SIX MONTHS earlier than expected, the Minister for Justice is to bring a Bill to Cabinet today to reform laws on criminal insanity which have remained largely unchanged since 1843.
An independent mental care review body is to be set up under the legislation to review the detention of persons held by reason of insanity or mental disorder.
The Criminal Law (Insanity) Bill 1996 proposes to replace the present verdict of guilty but insane with a range of judicial options. Among these will be a verdict of not guilty by reason of insanity, which will provide for the subsequent treatment and detention, if necessary, of accused persons.
The Bill also provides for a new verdict of manslaughter with diminished responsibility. This would apply where persons were not legally insane but suffered from a mental disorder which substantially diminished their responsibility for their actions.
The law on whether or not a person is fit to appear before a court is also to be changed. It is understood that a person's fitness to plead is to be decided by a judge rather than by a jury.
The establishment of an independent mental care review body will remove decisions from the Minister's hands on the continued detention of persons found not guilty by reason of insanity. Up to now the Minister has relied on advisory committees to make recommendations in these cases.
Legislation to reform the law was initially prepared in the Department of Justice in 1991. This followed a Supreme Court ruling that the government, rather than the courts, should decide whether a person who had been found guilty but insane of murder was fit to be released.
The proposed reforms bring the law into line with modern psychiatric thinking. The verdict of guilty by reason of insanity is already applied in English courts.
Legislation expected to be repealed under Mrs Owen's new Bill includes the Criminal Lunatics Act 1800, the Trial of Lunatics Act 1883 and sections of the following the Lunacy (Ireland) Act 1821, Lunatic Asylums (Ireland) Act 1845, Lunatic Asylums (Ireland) Act 1875, Criminal Justice Act 1924 and the Juries Act 1976.
If, as expected, the Cabinet approves the general scheme of the Bill today, it will go to the Attorney General's office for drafting.
The new Bill has been prepared earlier than expected. In a Dail adjournment debate last April, Mrs Owen said the legislation would be introduced by early next year.
She said at the time that areas to be addressed would include fitness to plead, the definition of criminal insanity, the introduction of a new verdict of "guilty but with diminished responsibility" and the procedures governing the detention and release of persons found guilty but insane.
Making indirect reference to a number of controversial court cases, Mr Willie O'Dea of Fianna Fail warned the Dail that because of "recent events" no Irish jury would ever again bring in a verdict of guilty but insane if it turned out that a person who had committed a horrific crime or series of crimes was subsequently re-admitted to society.
Introduction of the legislation means that some of the recommendations in a report prepared nearly 20 years ago will at last be implemented. Mrs Owen promised the Dail that special account would be taken of the 1978 report of the interdepartmental committee on mentally ill and maladjusted persons, chaired by Mr Justice Henchy.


> [Work to complete]:
The answer must be an exact printing of every record below, with the pictures omitted.

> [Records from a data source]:
[Start of section]
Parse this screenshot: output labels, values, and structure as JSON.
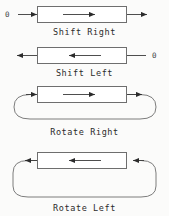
{
  "figure": {
    "background_color": "#fbfbfa",
    "stroke_color": "#3a3a3a",
    "box_fill": "#ffffff",
    "text_color": "#2b2b2b",
    "width": 169,
    "height": 216
  },
  "operations": [
    {
      "id": "shift-right",
      "label": "Shift Right",
      "direction": "right",
      "type": "shift",
      "input_label": "0",
      "input_side": "left",
      "output_side": "right",
      "has_loop": false
    },
    {
      "id": "shift-left",
      "label": "Shift Left",
      "direction": "left",
      "type": "shift",
      "input_label": "0",
      "input_side": "right",
      "output_side": "left",
      "has_loop": false
    },
    {
      "id": "rotate-right",
      "label": "Rotate Right",
      "direction": "right",
      "type": "rotate",
      "input_label": "",
      "input_side": "left",
      "output_side": "right",
      "has_loop": true
    },
    {
      "id": "rotate-left",
      "label": "Rotate Left",
      "direction": "left",
      "type": "rotate",
      "input_label": "",
      "input_side": "right",
      "output_side": "left",
      "has_loop": true
    }
  ]
}
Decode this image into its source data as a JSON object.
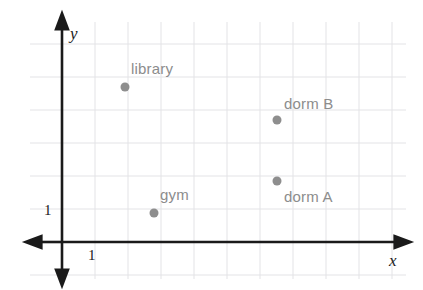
{
  "figure": {
    "background_color": "#ffffff",
    "grid_color": "#e3e3e6",
    "axis_color": "#1a1a1a",
    "point_color": "#8e8e8e",
    "label_color": "#8c8c8c"
  },
  "axes": {
    "x_label": "x",
    "y_label": "y",
    "x_unit_label": "1",
    "y_unit_label": "1",
    "origin_px": {
      "x": 62,
      "y": 242
    },
    "unit_px": 33
  },
  "chart_data": {
    "type": "scatter",
    "title": "",
    "xlabel": "x",
    "ylabel": "y",
    "xlim": [
      0,
      10
    ],
    "ylim": [
      0,
      7
    ],
    "grid": true,
    "legend": "none",
    "unit_tick_x": 1,
    "unit_tick_y": 1,
    "points": [
      {
        "name": "library",
        "label": "library",
        "x": 2,
        "y": 4.7,
        "px": {
          "x": 125,
          "y": 87
        },
        "label_px": {
          "x": 131,
          "y": 60
        }
      },
      {
        "name": "dorm B",
        "label": "dorm B",
        "x": 6.5,
        "y": 3.7,
        "px": {
          "x": 277,
          "y": 120
        },
        "label_px": {
          "x": 284,
          "y": 95
        }
      },
      {
        "name": "dorm A",
        "label": "dorm A",
        "x": 6.5,
        "y": 1.85,
        "px": {
          "x": 277,
          "y": 181
        },
        "label_px": {
          "x": 284,
          "y": 188
        }
      },
      {
        "name": "gym",
        "label": "gym",
        "x": 2.8,
        "y": 0.9,
        "px": {
          "x": 154,
          "y": 213
        },
        "label_px": {
          "x": 160,
          "y": 186
        }
      }
    ]
  }
}
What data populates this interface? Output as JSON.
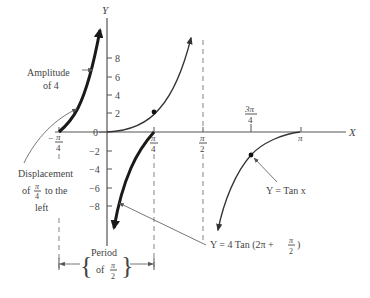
{
  "diagram": {
    "axes": {
      "x_label": "X",
      "y_label": "Y",
      "origin_label": "0",
      "y_ticks": [
        {
          "value": "8",
          "y": 58
        },
        {
          "value": "6",
          "y": 77
        },
        {
          "value": "4",
          "y": 95
        },
        {
          "value": "2",
          "y": 113
        },
        {
          "value": "−2",
          "y": 151
        },
        {
          "value": "−4",
          "y": 169
        },
        {
          "value": "−6",
          "y": 188
        },
        {
          "value": "−8",
          "y": 206
        }
      ],
      "x_ticks": {
        "neg_pi_4": {
          "sign": "−",
          "num": "π",
          "den": "4"
        },
        "pi_4": {
          "num": "π",
          "den": "4"
        },
        "pi_2": {
          "num": "π",
          "den": "2"
        },
        "three_pi_4": {
          "num": "3π",
          "den": "4"
        },
        "pi": {
          "label": "π"
        }
      }
    },
    "annotations": {
      "amplitude": {
        "line1": "Amplitude",
        "line2": "of 4"
      },
      "displacement": {
        "line1": "Displacement",
        "of": "of",
        "num": "π",
        "den": "4",
        "to_the": "to the",
        "line3": "left"
      },
      "period": {
        "line1": "Period",
        "of": "of",
        "num": "π",
        "den": "2"
      },
      "tan_label": {
        "text": "Y = Tan x"
      },
      "transformed_label": {
        "prefix": "Y = 4 Tan (2π + ",
        "num": "π",
        "den": "2",
        "suffix": ")"
      }
    },
    "curves": [
      {
        "name": "Y = Tan x",
        "style": "thin"
      },
      {
        "name": "Y = 4 Tan (2π + π/2)",
        "style": "thick"
      }
    ]
  }
}
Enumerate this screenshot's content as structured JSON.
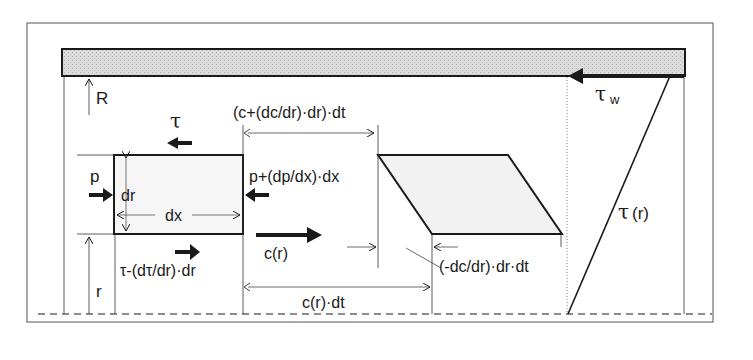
{
  "diagram": {
    "labels": {
      "R": "R",
      "tau": "τ",
      "tau_w": "τ",
      "tau_w_sub": "w",
      "p": "p",
      "dr": "dr",
      "dx": "dx",
      "p_plus": "p+(dp/dx)·dx",
      "c_plus": "(c+(dc/dr)·dr)·dt",
      "c_r": "c(r)",
      "tau_minus": "τ-(dτ/dr)·dr",
      "r": "r",
      "c_r_dt": "c(r)·dt",
      "dc_dr": "(-dc/dr)·dr·dt",
      "tau_r": "τ(r)"
    },
    "colors": {
      "line": "#1a1a1a",
      "wall_fill": "#d6d6d6",
      "element_fill": "#f4f4f4",
      "frame": "#555555"
    }
  }
}
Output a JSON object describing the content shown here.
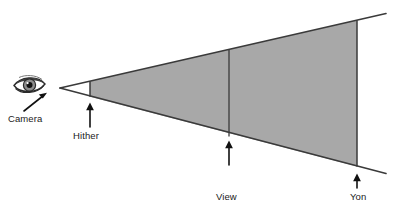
{
  "diagram": {
    "type": "perspective-viewing-frustum",
    "colors": {
      "frustum_fill": "#a8a8a8",
      "stroke": "#3a3a3a",
      "text": "#1a1a1a",
      "background": "#ffffff"
    },
    "labels": {
      "camera": "Camera",
      "hither": "Hither",
      "view_plane_line1": "View",
      "view_plane_line2": "Plane",
      "yon": "Yon"
    },
    "icons": {
      "eye": "eye-icon",
      "camera_pointer": "arrow-icon",
      "hither_pointer": "arrow-icon",
      "view_plane_pointer": "arrow-icon",
      "yon_pointer": "arrow-icon"
    },
    "geometry": {
      "apex": [
        60,
        88
      ],
      "top_ray_end": [
        385,
        14
      ],
      "bottom_ray_end": [
        385,
        173
      ],
      "hither_plane_x": 90,
      "view_plane_x": 229,
      "yon_plane_x": 357
    }
  }
}
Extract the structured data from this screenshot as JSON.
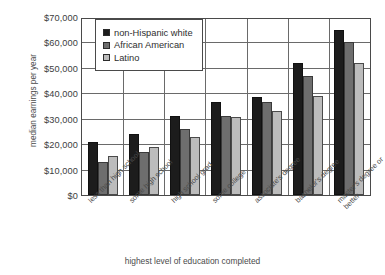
{
  "chart_data": {
    "type": "bar",
    "title": "",
    "xlabel": "highest level of education completed",
    "ylabel": "median earnings per year",
    "categories": [
      "less than high school",
      "some high school",
      "high school grad",
      "some college",
      "associate's degree",
      "bachelor's degree",
      "master's degree or better"
    ],
    "series": [
      {
        "name": "non-Hispanic white",
        "color": "#1c1c1c",
        "values": [
          21000,
          24000,
          31000,
          36500,
          38500,
          52000,
          65000
        ]
      },
      {
        "name": "African American",
        "color": "#6e6e6e",
        "values": [
          13000,
          17000,
          26000,
          31000,
          36500,
          47000,
          60000
        ]
      },
      {
        "name": "Latino",
        "color": "#bcbcbc",
        "values": [
          15500,
          19000,
          23000,
          30500,
          33000,
          39000,
          52000
        ]
      }
    ],
    "ylim": [
      0,
      70000
    ],
    "ytick_values": [
      0,
      10000,
      20000,
      30000,
      40000,
      50000,
      60000,
      70000
    ],
    "ytick_labels": [
      "$0",
      "$10,000",
      "$20,000",
      "$30,000",
      "$40,000",
      "$50,000",
      "$60,000",
      "$70,000"
    ],
    "grid": true,
    "legend_position": "top-left-inside"
  }
}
[End of section]
> [Answer to this problem]:
Parse this screenshot: output labels, values, and structure as JSON.
{
  "figure": {
    "background_color": "#fbfbfa",
    "stroke_color": "#3a3a3a",
    "box_fill": "#ffffff",
    "text_color": "#2b2b2b",
    "width": 169,
    "height": 216
  },
  "operations": [
    {
      "id": "shift-right",
      "label": "Shift Right",
      "direction": "right",
      "type": "shift",
      "input_label": "0",
      "input_side": "left",
      "output_side": "right",
      "has_loop": false
    },
    {
      "id": "shift-left",
      "label": "Shift Left",
      "direction": "left",
      "type": "shift",
      "input_label": "0",
      "input_side": "right",
      "output_side": "left",
      "has_loop": false
    },
    {
      "id": "rotate-right",
      "label": "Rotate Right",
      "direction": "right",
      "type": "rotate",
      "input_label": "",
      "input_side": "left",
      "output_side": "right",
      "has_loop": true
    },
    {
      "id": "rotate-left",
      "label": "Rotate Left",
      "direction": "left",
      "type": "rotate",
      "input_label": "",
      "input_side": "right",
      "output_side": "left",
      "has_loop": true
    }
  ]
}
Decode this image into its source data as a JSON object.
{
  "figure": {
    "background_color": "#ffffff",
    "grid_color": "#e3e3e6",
    "axis_color": "#1a1a1a",
    "point_color": "#8e8e8e",
    "label_color": "#8c8c8c"
  },
  "axes": {
    "x_label": "x",
    "y_label": "y",
    "x_unit_label": "1",
    "y_unit_label": "1",
    "origin_px": {
      "x": 62,
      "y": 242
    },
    "unit_px": 33
  },
  "chart_data": {
    "type": "scatter",
    "title": "",
    "xlabel": "x",
    "ylabel": "y",
    "xlim": [
      0,
      10
    ],
    "ylim": [
      0,
      7
    ],
    "grid": true,
    "legend": "none",
    "unit_tick_x": 1,
    "unit_tick_y": 1,
    "points": [
      {
        "name": "library",
        "label": "library",
        "x": 2,
        "y": 4.7,
        "px": {
          "x": 125,
          "y": 87
        },
        "label_px": {
          "x": 131,
          "y": 60
        }
      },
      {
        "name": "dorm B",
        "label": "dorm B",
        "x": 6.5,
        "y": 3.7,
        "px": {
          "x": 277,
          "y": 120
        },
        "label_px": {
          "x": 284,
          "y": 95
        }
      },
      {
        "name": "dorm A",
        "label": "dorm A",
        "x": 6.5,
        "y": 1.85,
        "px": {
          "x": 277,
          "y": 181
        },
        "label_px": {
          "x": 284,
          "y": 188
        }
      },
      {
        "name": "gym",
        "label": "gym",
        "x": 2.8,
        "y": 0.9,
        "px": {
          "x": 154,
          "y": 213
        },
        "label_px": {
          "x": 160,
          "y": 186
        }
      }
    ]
  }
}
What data populates this interface? Output as JSON.
{
  "diagram": {
    "axes": {
      "x_label": "X",
      "y_label": "Y",
      "origin_label": "0",
      "y_ticks": [
        {
          "value": "8",
          "y": 58
        },
        {
          "value": "6",
          "y": 77
        },
        {
          "value": "4",
          "y": 95
        },
        {
          "value": "2",
          "y": 113
        },
        {
          "value": "−2",
          "y": 151
        },
        {
          "value": "−4",
          "y": 169
        },
        {
          "value": "−6",
          "y": 188
        },
        {
          "value": "−8",
          "y": 206
        }
      ],
      "x_ticks": {
        "neg_pi_4": {
          "sign": "−",
          "num": "π",
          "den": "4"
        },
        "pi_4": {
          "num": "π",
          "den": "4"
        },
        "pi_2": {
          "num": "π",
          "den": "2"
        },
        "three_pi_4": {
          "num": "3π",
          "den": "4"
        },
        "pi": {
          "label": "π"
        }
      }
    },
    "annotations": {
      "amplitude": {
        "line1": "Amplitude",
        "line2": "of 4"
      },
      "displacement": {
        "line1": "Displacement",
        "of": "of",
        "num": "π",
        "den": "4",
        "to_the": "to the",
        "line3": "left"
      },
      "period": {
        "line1": "Period",
        "of": "of",
        "num": "π",
        "den": "2"
      },
      "tan_label": {
        "text": "Y = Tan x"
      },
      "transformed_label": {
        "prefix": "Y = 4 Tan (2π + ",
        "num": "π",
        "den": "2",
        "suffix": ")"
      }
    },
    "curves": [
      {
        "name": "Y = Tan x",
        "style": "thin"
      },
      {
        "name": "Y = 4 Tan (2π + π/2)",
        "style": "thick"
      }
    ]
  }
}
Enumerate this screenshot's content as structured JSON.
{
  "diagram": {
    "labels": {
      "R": "R",
      "tau": "τ",
      "tau_w": "τ",
      "tau_w_sub": "w",
      "p": "p",
      "dr": "dr",
      "dx": "dx",
      "p_plus": "p+(dp/dx)·dx",
      "c_plus": "(c+(dc/dr)·dr)·dt",
      "c_r": "c(r)",
      "tau_minus": "τ-(dτ/dr)·dr",
      "r": "r",
      "c_r_dt": "c(r)·dt",
      "dc_dr": "(-dc/dr)·dr·dt",
      "tau_r": "τ(r)"
    },
    "colors": {
      "line": "#1a1a1a",
      "wall_fill": "#d6d6d6",
      "element_fill": "#f4f4f4",
      "frame": "#555555"
    }
  }
}
Output a JSON object describing the content shown here.
{
  "diagram": {
    "type": "perspective-viewing-frustum",
    "colors": {
      "frustum_fill": "#a8a8a8",
      "stroke": "#3a3a3a",
      "text": "#1a1a1a",
      "background": "#ffffff"
    },
    "labels": {
      "camera": "Camera",
      "hither": "Hither",
      "view_plane_line1": "View",
      "view_plane_line2": "Plane",
      "yon": "Yon"
    },
    "icons": {
      "eye": "eye-icon",
      "camera_pointer": "arrow-icon",
      "hither_pointer": "arrow-icon",
      "view_plane_pointer": "arrow-icon",
      "yon_pointer": "arrow-icon"
    },
    "geometry": {
      "apex": [
        60,
        88
      ],
      "top_ray_end": [
        385,
        14
      ],
      "bottom_ray_end": [
        385,
        173
      ],
      "hither_plane_x": 90,
      "view_plane_x": 229,
      "yon_plane_x": 357
    }
  }
}
Extract the structured data from this screenshot as JSON.
{
  "chart_data": {
    "type": "bar",
    "title": "",
    "xlabel": "highest level of education completed",
    "ylabel": "median earnings per year",
    "categories": [
      "less than high school",
      "some high school",
      "high school grad",
      "some college",
      "associate's degree",
      "bachelor's degree",
      "master's degree or better"
    ],
    "series": [
      {
        "name": "non-Hispanic white",
        "color": "#1c1c1c",
        "values": [
          21000,
          24000,
          31000,
          36500,
          38500,
          52000,
          65000
        ]
      },
      {
        "name": "African American",
        "color": "#6e6e6e",
        "values": [
          13000,
          17000,
          26000,
          31000,
          36500,
          47000,
          60000
        ]
      },
      {
        "name": "Latino",
        "color": "#bcbcbc",
        "values": [
          15500,
          19000,
          23000,
          30500,
          33000,
          39000,
          52000
        ]
      }
    ],
    "ylim": [
      0,
      70000
    ],
    "ytick_values": [
      0,
      10000,
      20000,
      30000,
      40000,
      50000,
      60000,
      70000
    ],
    "ytick_labels": [
      "$0",
      "$10,000",
      "$20,000",
      "$30,000",
      "$40,000",
      "$50,000",
      "$60,000",
      "$70,000"
    ],
    "grid": true,
    "legend_position": "top-left-inside"
  }
}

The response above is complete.